WHAT TO DO:
Lines before the one containing "The image size is (1039, 2193)." are left out; that line and every line after it, through the end of the records, are to be reproduced exactly.

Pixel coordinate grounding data
------------------------------------------------------------
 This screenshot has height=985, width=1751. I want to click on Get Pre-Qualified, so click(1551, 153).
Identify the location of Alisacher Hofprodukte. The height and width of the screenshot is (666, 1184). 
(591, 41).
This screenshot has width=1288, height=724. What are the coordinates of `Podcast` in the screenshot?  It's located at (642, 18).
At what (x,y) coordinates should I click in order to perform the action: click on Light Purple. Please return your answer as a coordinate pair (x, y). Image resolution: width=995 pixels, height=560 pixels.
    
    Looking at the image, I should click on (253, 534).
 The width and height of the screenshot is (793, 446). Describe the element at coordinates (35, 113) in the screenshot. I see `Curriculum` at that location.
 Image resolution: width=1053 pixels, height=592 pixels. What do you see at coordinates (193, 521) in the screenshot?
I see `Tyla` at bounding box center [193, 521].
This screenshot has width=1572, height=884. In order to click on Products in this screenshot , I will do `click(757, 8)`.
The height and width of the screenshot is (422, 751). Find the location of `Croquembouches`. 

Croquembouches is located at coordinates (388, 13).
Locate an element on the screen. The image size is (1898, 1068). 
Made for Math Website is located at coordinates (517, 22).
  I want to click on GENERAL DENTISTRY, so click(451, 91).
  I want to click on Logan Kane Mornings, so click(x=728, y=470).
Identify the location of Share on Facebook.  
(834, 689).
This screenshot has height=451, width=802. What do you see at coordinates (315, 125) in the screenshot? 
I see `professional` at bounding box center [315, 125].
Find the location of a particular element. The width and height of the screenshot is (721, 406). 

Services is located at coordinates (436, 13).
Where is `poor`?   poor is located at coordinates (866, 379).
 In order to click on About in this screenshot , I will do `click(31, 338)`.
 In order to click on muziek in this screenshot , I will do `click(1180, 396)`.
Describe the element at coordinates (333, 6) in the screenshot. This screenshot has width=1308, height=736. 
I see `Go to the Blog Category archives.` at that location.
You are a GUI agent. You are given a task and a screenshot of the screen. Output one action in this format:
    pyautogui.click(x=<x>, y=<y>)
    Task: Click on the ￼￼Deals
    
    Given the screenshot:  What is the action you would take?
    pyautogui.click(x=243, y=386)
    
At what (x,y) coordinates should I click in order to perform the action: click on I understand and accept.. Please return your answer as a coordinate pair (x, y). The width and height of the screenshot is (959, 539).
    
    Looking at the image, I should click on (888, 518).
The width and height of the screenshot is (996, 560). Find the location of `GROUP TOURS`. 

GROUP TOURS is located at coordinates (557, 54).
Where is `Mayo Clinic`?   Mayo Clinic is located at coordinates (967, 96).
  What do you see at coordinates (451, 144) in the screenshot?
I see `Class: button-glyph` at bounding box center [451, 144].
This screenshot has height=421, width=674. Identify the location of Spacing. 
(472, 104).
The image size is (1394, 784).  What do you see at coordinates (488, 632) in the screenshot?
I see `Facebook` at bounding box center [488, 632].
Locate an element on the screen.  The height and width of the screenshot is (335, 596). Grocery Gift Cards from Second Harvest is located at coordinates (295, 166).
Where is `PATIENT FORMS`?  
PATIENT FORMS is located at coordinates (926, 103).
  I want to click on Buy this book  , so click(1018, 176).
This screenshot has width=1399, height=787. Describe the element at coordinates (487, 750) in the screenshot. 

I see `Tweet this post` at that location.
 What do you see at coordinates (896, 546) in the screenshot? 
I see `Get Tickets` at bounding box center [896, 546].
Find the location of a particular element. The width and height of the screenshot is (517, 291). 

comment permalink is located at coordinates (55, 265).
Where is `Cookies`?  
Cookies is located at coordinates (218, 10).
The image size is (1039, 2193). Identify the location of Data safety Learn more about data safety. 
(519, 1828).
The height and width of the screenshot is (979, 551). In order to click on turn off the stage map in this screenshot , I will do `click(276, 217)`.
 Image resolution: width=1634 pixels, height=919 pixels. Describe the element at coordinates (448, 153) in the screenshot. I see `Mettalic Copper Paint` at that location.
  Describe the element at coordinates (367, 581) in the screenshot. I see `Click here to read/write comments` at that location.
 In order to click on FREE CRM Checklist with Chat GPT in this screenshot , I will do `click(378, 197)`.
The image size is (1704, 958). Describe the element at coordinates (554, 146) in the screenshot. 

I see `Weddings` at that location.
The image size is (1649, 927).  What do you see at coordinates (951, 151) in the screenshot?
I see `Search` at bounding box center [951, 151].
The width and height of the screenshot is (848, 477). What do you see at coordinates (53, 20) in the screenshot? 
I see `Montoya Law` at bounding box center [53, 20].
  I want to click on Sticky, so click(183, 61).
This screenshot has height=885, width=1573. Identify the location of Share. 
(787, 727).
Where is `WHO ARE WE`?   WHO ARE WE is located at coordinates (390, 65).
------------------------------------------------------------
OUTPUT OF THE EXERCISE:
The image size is (1039, 2193). Identify the location of Data safety Learn more about data safety. 
(519, 1828).
The height and width of the screenshot is (979, 551). In order to click on turn off the stage map in this screenshot , I will do `click(276, 217)`.
 Image resolution: width=1634 pixels, height=919 pixels. Describe the element at coordinates (448, 153) in the screenshot. I see `Mettalic Copper Paint` at that location.
  Describe the element at coordinates (367, 581) in the screenshot. I see `Click here to read/write comments` at that location.
 In order to click on FREE CRM Checklist with Chat GPT in this screenshot , I will do `click(378, 197)`.
The image size is (1704, 958). Describe the element at coordinates (554, 146) in the screenshot. 

I see `Weddings` at that location.
The image size is (1649, 927).  What do you see at coordinates (951, 151) in the screenshot?
I see `Search` at bounding box center [951, 151].
The width and height of the screenshot is (848, 477). What do you see at coordinates (53, 20) in the screenshot? 
I see `Montoya Law` at bounding box center [53, 20].
  I want to click on Sticky, so click(183, 61).
This screenshot has height=885, width=1573. Identify the location of Share. 
(787, 727).
Where is `WHO ARE WE`?   WHO ARE WE is located at coordinates (390, 65).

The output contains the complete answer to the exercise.